Regarding my recent post on the soul, Isabella commented,
What loaded questions. That nobody can answer. I don’t know if you’re a reader of fiction (heck, I barely know you at all), but your entire post reminds me of an SF novel – Terminal Experiment, by Robert J Sawyer. I don’t think he’s a very good writer, but he grapples with some very interesting ideas, starting with the 21 grams that leave the body when you die.
Twenty-one grams that leave the body when you die? I’d never heard of this. Being a skeptic, I immediately thought, “Urban legend,” but I thought I’d poke around on the internet a while and see what turned up.
In an article entitled “Soul Man“, I found that the the 21-gram idea can be traced back to an early-twentieth century physician, Duncan MacDougall of Haverhill, Massachusetts. He did a relatively crude experiment in which the beds of six terminally ill patients were put on scales to check for weight loss at the moment of death. He claimed to have accounted for evaporation of any sweat that might be on the patients skin, and reasoned that the effect of bowel movement or urine elimination would be negligable because it would remain on the bed. His results were far from uniform, but they indicated some weight loss at death. (The full text of the 1907 AMA paper is here.)
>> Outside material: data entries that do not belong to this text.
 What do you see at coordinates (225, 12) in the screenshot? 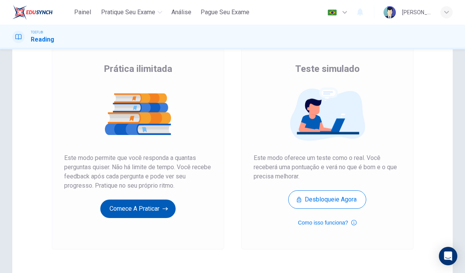
I see `span: Pague Seu Exame` at bounding box center [225, 12].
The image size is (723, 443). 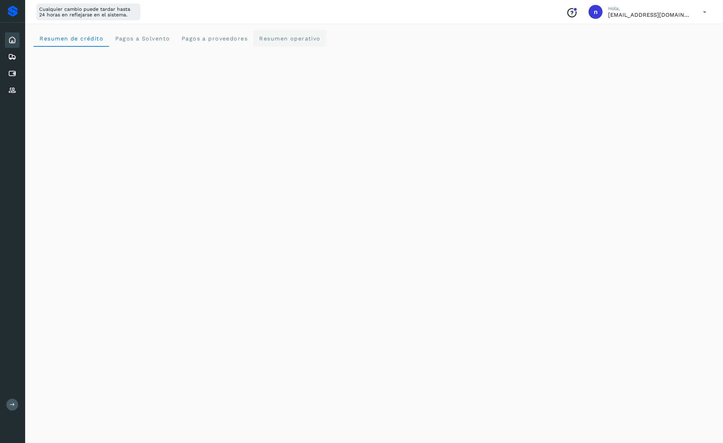 I want to click on div: Embarques, so click(x=12, y=57).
From this, it’s safe to say:
Urban Legend.
But were the questions I asked really “unanswerable?” That depends on what we mean by “unanswerable.” Science is not usually about “definitely” answered questions, and after all, it is science than can answers this question for us while we’re still alive.
All bets are off once we’re dead, though.
The saddest part about not believing in a soul, though, is that we’re right, we’ll never know.